The Before Columbus Foundation announced the winners of its annual American Book Awards, given in “recognition for outstanding literary achievement from the entire spectrum of America’s diverse literary community.”

The foundation honored novelist and memoirist Maxine Hong Kingston (The Woman Warrior) with its lifetime achievement award and gave a special criticism prize to the late bell hooks (Bone Black). Neta C. Crawford (The Pentagon, Climate Change, and War) won the foundation’s anti-censorship award.

The American Book Awards do not have categories or finalists. This year, 13 authors won prizes, including four authors of fiction: Ayanna Lloyd Banwo for When We Were Birds, Jamil Jan Kochai for The Haunting of Hajji Hotak and Other Stories, Bojan Louis for Sinking Bell: Stories, and Leila Mottley (Nightcrawling).

Six writers won for their works of nonfiction: Edgar Gomez for High-Risk Homosexual, Kelly Lytle Hernández for Bad Mexicans, Anne F. Hyde for Born of Lakes and Plains, Aidan Levy for Saxophone Colossus, Darryl Pinckney for Come Back in September, and Javier Zamora for Solito.

The three poets to win awards were Everett Hoagland for The Ways, Sherry Shenoda for Mummy Eaters, and Mosab Abu Toha for Things You May Find Hidden in My Ear.

The American Book Awards were established in 1978 by the Before Columbus Foundation, which was founded by poet and novelist Ishamel Reed. Past winners of its lifetime achievement awards have included Katha Pollitt, Greil Marcus, and Gayl Jones.

Michael Schaub, a journalist and regular contributor to NPR, lives near Austin, Texas.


__Aim of the task__:
The response should contain only the line with "At what (x,y)" and every line after it to the end of the listing below, duplicated exactly; no picture belongs in it.

__Data__:
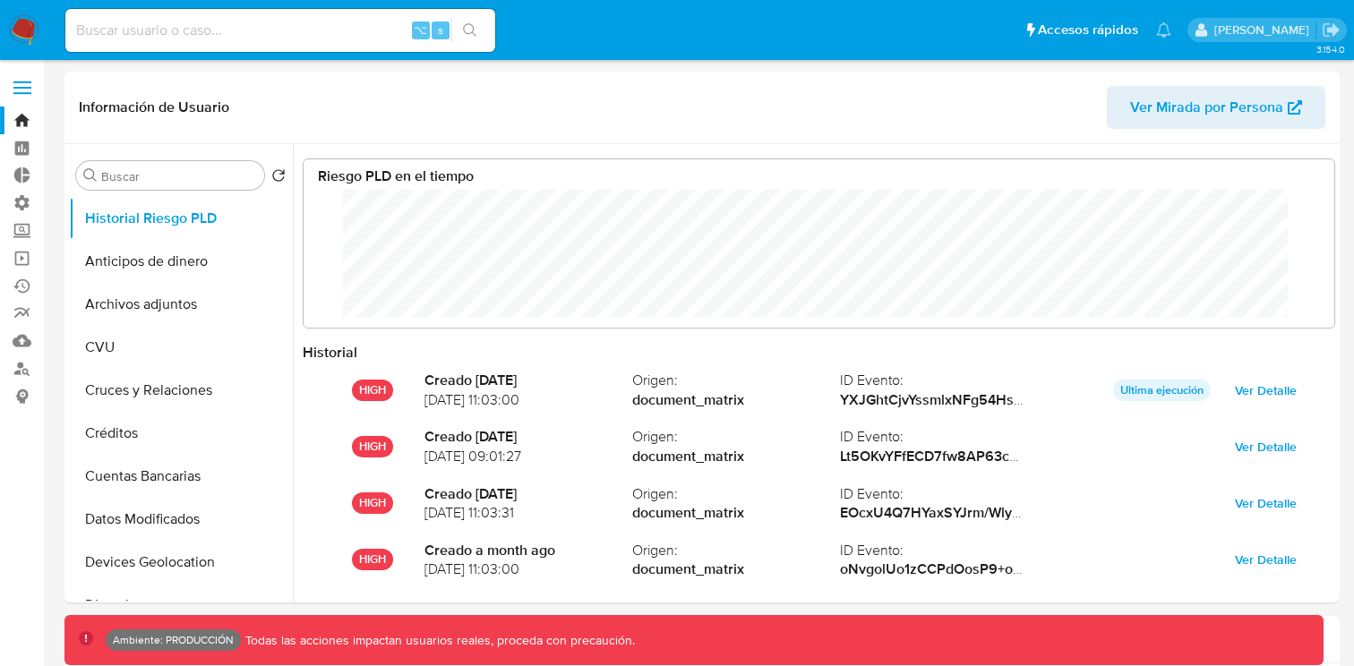 Image resolution: width=1354 pixels, height=666 pixels. I want to click on button: Datos Modificados, so click(181, 519).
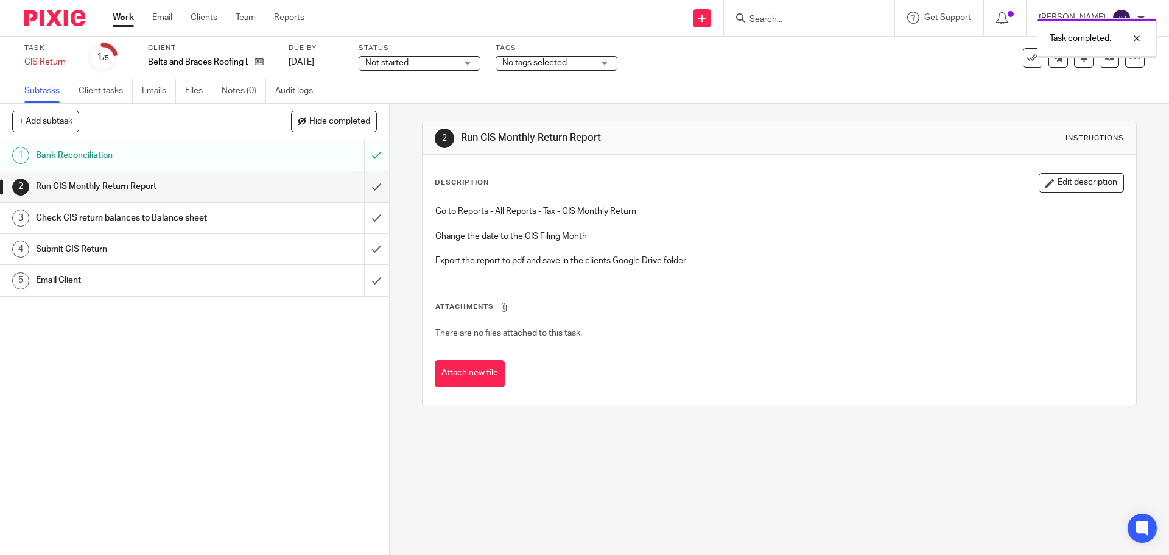  What do you see at coordinates (198, 91) in the screenshot?
I see `a: Files` at bounding box center [198, 91].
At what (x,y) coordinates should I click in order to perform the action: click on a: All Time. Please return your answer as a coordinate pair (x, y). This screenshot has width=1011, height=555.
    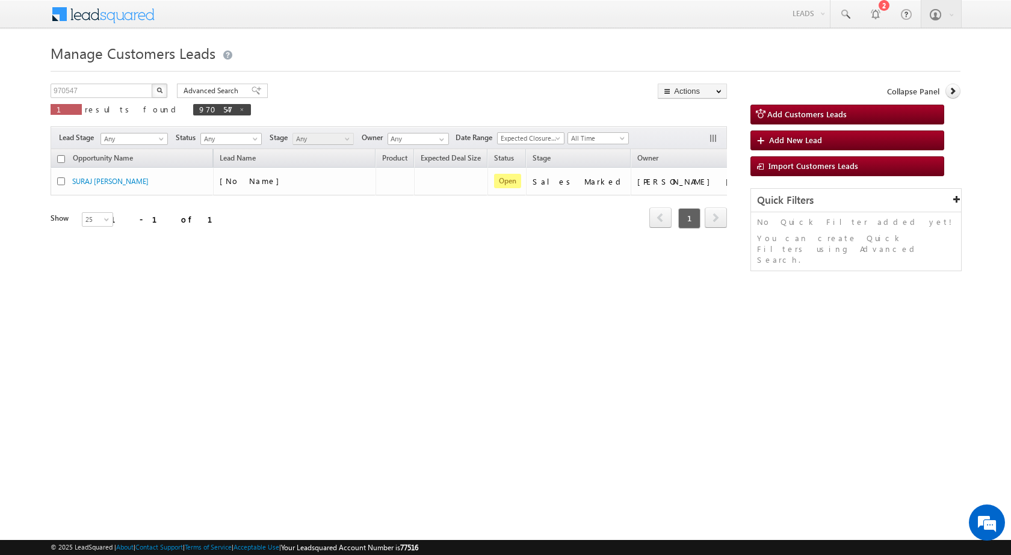
    Looking at the image, I should click on (598, 138).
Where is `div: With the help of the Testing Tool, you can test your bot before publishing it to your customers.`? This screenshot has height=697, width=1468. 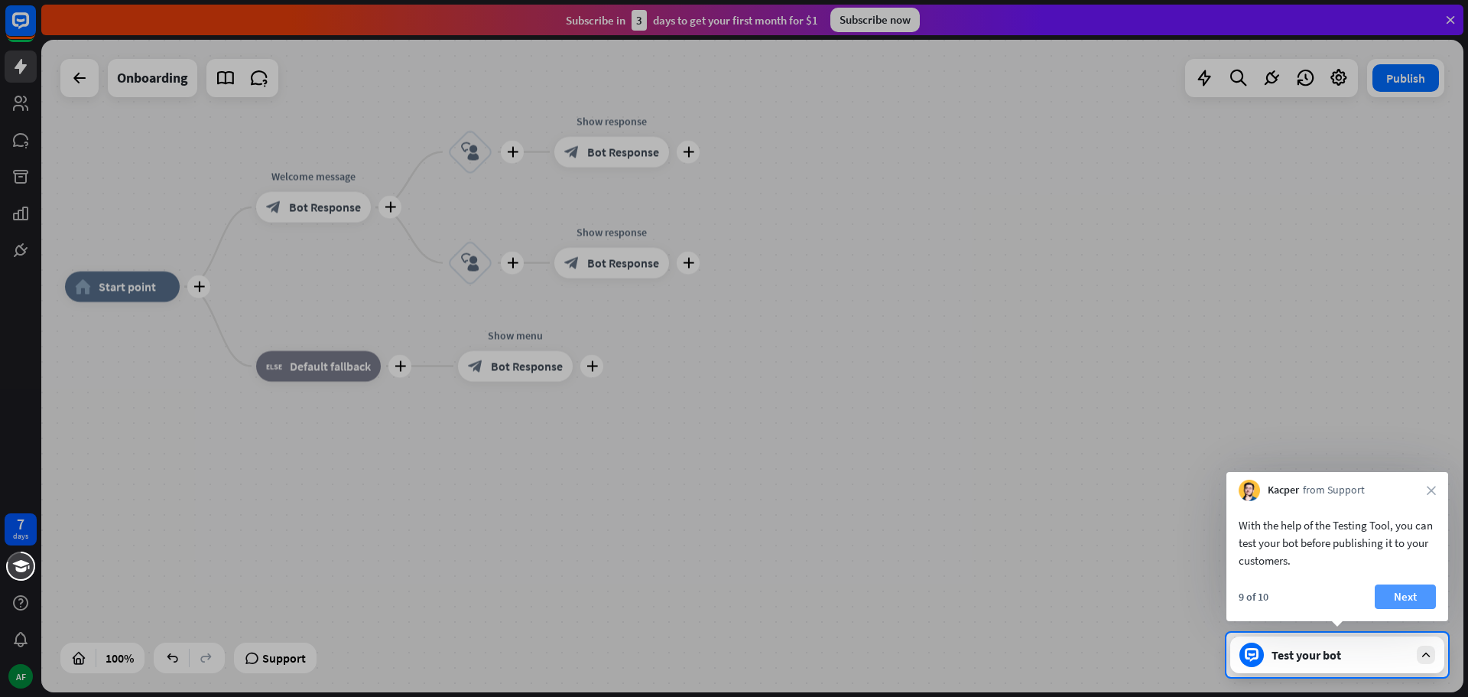
div: With the help of the Testing Tool, you can test your bot before publishing it to your customers. is located at coordinates (1337, 542).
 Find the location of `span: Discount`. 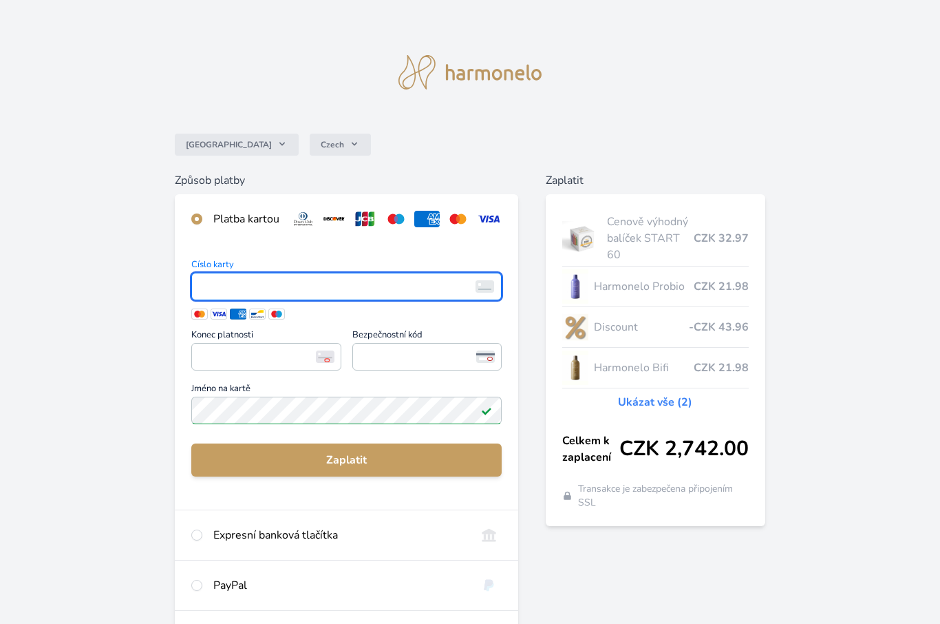

span: Discount is located at coordinates (642, 327).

__Answer space__:
At what (x,y) coordinates should I click in order to perform the action: click on a: All Time. Please return your answer as a coordinate pair (x, y). This screenshot has width=1011, height=555.
    Looking at the image, I should click on (598, 138).
Where is `div: With the help of the Testing Tool, you can test your bot before publishing it to your customers.`? This screenshot has height=697, width=1468. 
div: With the help of the Testing Tool, you can test your bot before publishing it to your customers. is located at coordinates (1337, 542).
 Find the location of `span: Discount`. 

span: Discount is located at coordinates (642, 327).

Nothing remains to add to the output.